By Rich Smith June 16, 2005 Comments (0)

0 Recommendations

"Why Would Consumers Want Big Banking Conglomerates to Take Over Local Real Estate?" read the advertisement's headline. The ad listed several newspaper clippings highlighting stories of banks' past bilking of their mutual fund clients and their more recent epidemic of fumbling customers' confidential account information. It appeared in yesterday's Washington Post, as one of a series of occasional full-page print ads from the National Association of Realtors (NAR) to further its ongoing turf war with America's banks.

As the Post (NYSE: WPO) reported in today's edition, the PR war between the NAR and the bankers' own mouthpiece, the American Bankers Association (ABA), has recently transformed into a real house-by-house battle that has moved onto Capitol Hill, where the two warring parties have pleaded their respective cases before the House Financial Services Committee.

Arguing for the ABA, Wachovia (NYSE: WB) Executive Vice President and ABA Chairman Betsy Duke made the obvious point in favor of allowing banks to compete with real estate agents in the lucrative business of selling houses -- letting them compete will increase, er, competition. Hard to argue with that one.

But NAR President Al Mansell took a swipe. Mansell, also the CEO of Coldwell Banker Residential Brokerage, a subsidiary of Motley Fool Inside Value pick Cendant (NYSE: CD), proceeded to accuse the bankers of irresponsible lending practices and failure to protect customer account information. He also implied that bankers might subjugate the best interests of consumers in the pursuit of generating profits. (There's a shocker.)

But this Fool wonders how the banks differ in that regard from the real estate cartel's aim. Real estate agents, after all, continue to extract 6% commissions for the sale of homes in a market where homes don't just sell themselves, but often do so for more than the asking price. At the same time, the NAR attempts to squelch an insurgency by online and discount real estate brokers who charge less than the NAR's 6%. "Full-price" agents deny their discount brethren access to databases of houses for sale, refuse to show properties being handled by discounters, and so on.

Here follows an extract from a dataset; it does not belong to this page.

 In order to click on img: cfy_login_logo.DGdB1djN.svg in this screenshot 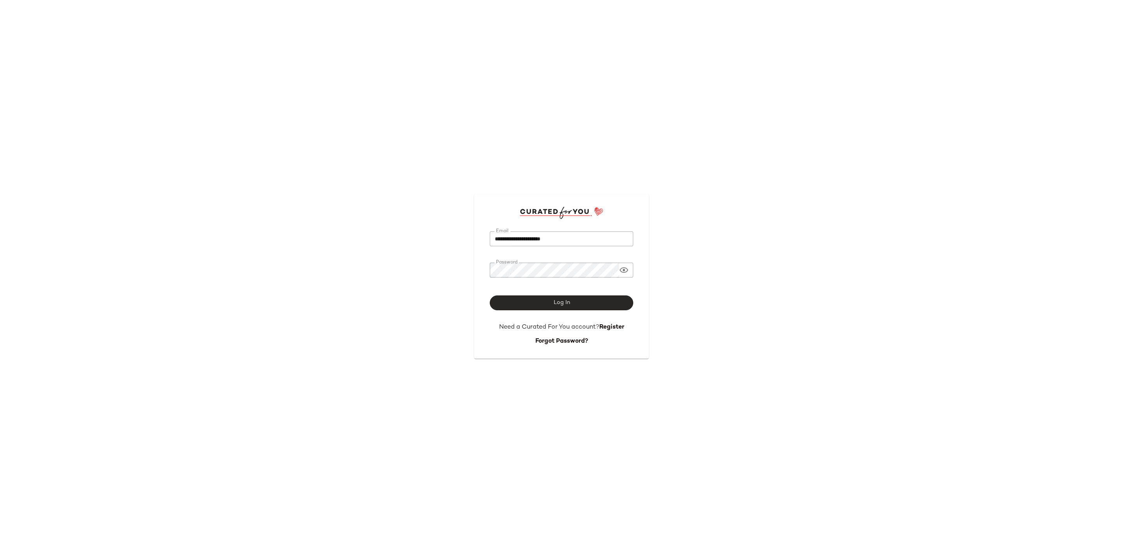, I will do `click(562, 213)`.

Granted, if the NAR members are the ones who built these databases and sunk the time and capital into them, then they're arguably entitled to deny access to their competitors. But to do that and then turn around and claim that the real estate agents are actually pro-competition, and then oppose a bill that would clearly promote competition by adding a new, well-capitalized class of competitors into this market, is the height of hypocrisy.

In the market for a home? The Fool can help. Head on over to our Home Center for everything you ever wanted to know about home buying but didn't know whom to ask.

Fool contributor Rich Smith owns no shares in any company mentioned in this article.